Just days into his latest term, President Donald Trump sparked a legal showdown over an executive order that seeks to scrap birthright citizenship, a policy woven into the fabric of American society since the aftermath of the Civil War. In an aggressively swift counter, Arizona and several other states have mounted challenges to the order's constitutionality. Arizona Attorney General Kris Mayes proclaimed at a recent press conference that "Birthright citizenship has allowed America to become the vibrant and dynamic home to families from all corners of this planet," as reported by FOX 10 Phoenix.

Arizona's legal strategy includes a lawsuit filed jointly with Washington, Illinois, and Oregon in a Washington state federal court, and a similar action taken by another group of 18 states, San Francisco, and Washington D.C. in a Massachusetts federal court. The collective assertion is that the executive order, which would deny citizenship to children born in the U.S. to parents without U.S. citizenship or legal status starting February 19, stretches beyond the powers of the executive branch, as AZ Mirror details. Attorney General Mayes criticized the president, asserting, "No president can unilaterally change the constitution on a whim."

Both lawsuits emphasize the weighty historical precedent supporting birthright citizenship. First established by the 14th Amendment, the concept has been cemented by a chain of legal interpretations over more than a century and a half. Challenging the notion that Trump's executive order oversteps its authority, the suits highlight the burdensome implications for state-managed services, which rely on federal funding tethered to citizen counts, and the potential chaos in state government functions that birthright citizenship change could trigger.

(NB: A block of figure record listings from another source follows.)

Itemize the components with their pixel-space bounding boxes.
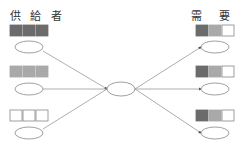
demand-block-2-3	[222, 66, 234, 77]
demand-block-3-2	[209, 110, 221, 121]
supplier-block-1-3	[36, 25, 48, 36]
demand-block-3-1	[196, 110, 208, 121]
demand-node-2	[201, 83, 229, 95]
supplier-node-2	[15, 83, 43, 95]
demand-node-1	[201, 41, 229, 53]
demand-block-1-3	[222, 25, 234, 36]
supplier-block-3-2	[23, 110, 35, 121]
supplier-blocks	[10, 25, 48, 121]
demand-blocks	[196, 25, 234, 121]
supplier-node-3	[15, 127, 43, 139]
line-demand-3	[135, 89, 201, 133]
line-supplier-1	[43, 51, 107, 89]
supplier-block-1-1	[10, 25, 22, 36]
center-node	[107, 82, 135, 96]
supplier-block-2-3	[36, 66, 48, 77]
demand-block-1-2	[209, 25, 221, 36]
line-supplier-3	[43, 89, 107, 129]
demand-block-3-3	[222, 110, 234, 121]
demand-block-2-1	[196, 66, 208, 77]
line-demand-1	[135, 47, 201, 89]
supplier-block-1-2	[23, 25, 35, 36]
demand-block-1-1	[196, 25, 208, 36]
demand-block-2-2	[209, 66, 221, 77]
supplier-block-2-1	[10, 66, 22, 77]
supply-demand-diagram	[0, 0, 245, 150]
demand-node-3	[201, 127, 229, 139]
supplier-block-2-2	[23, 66, 35, 77]
supplier-block-3-3	[36, 110, 48, 121]
supplier-block-3-1	[10, 110, 22, 121]
supplier-node-1	[15, 41, 43, 53]
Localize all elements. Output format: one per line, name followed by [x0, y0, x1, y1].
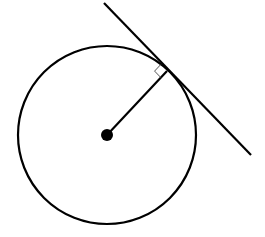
tangent-line	[104, 3, 251, 155]
right-angle-marker	[155, 65, 161, 78]
radius-segment	[107, 71, 167, 135]
center-point	[101, 129, 113, 141]
tangent-circle-diagram	[0, 0, 265, 237]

Alarm has also been raised over the potential hazards to Arizona's healthcare and voter registration systems. Birth certificates are fundamental documents used frequently by citizens. According to AZ Mirror, the chief reporting officer and assistant state registrar of ADHS, Krystal Colburn, pointed out that "it is currently impossible to determine a parent’s legal status from a birth certificate," an essential item for obtaining various legal documentation. Mayes also questioned, without a system in place to ascertain parental citizenship at hospitals, how this order will implicate the issuance of birth certificates and by extension, the voter registration process that rests heavily upon them.

The legal fracas occurs in the backdrop of an election where Arizona voters seemed to align more with stringent immigration policies. Despite this, Mayes stated in an interview obtained by AZ Mirror that "I don’t think voters voted to undo birthright citizenship. This is a bizarre attempt to undermine 150 years of jurisprudence." Whether the legal battle will sway the Supreme Court, which has leaned more conservative, to uphold decades of precedent or forge a new path remains uncertain.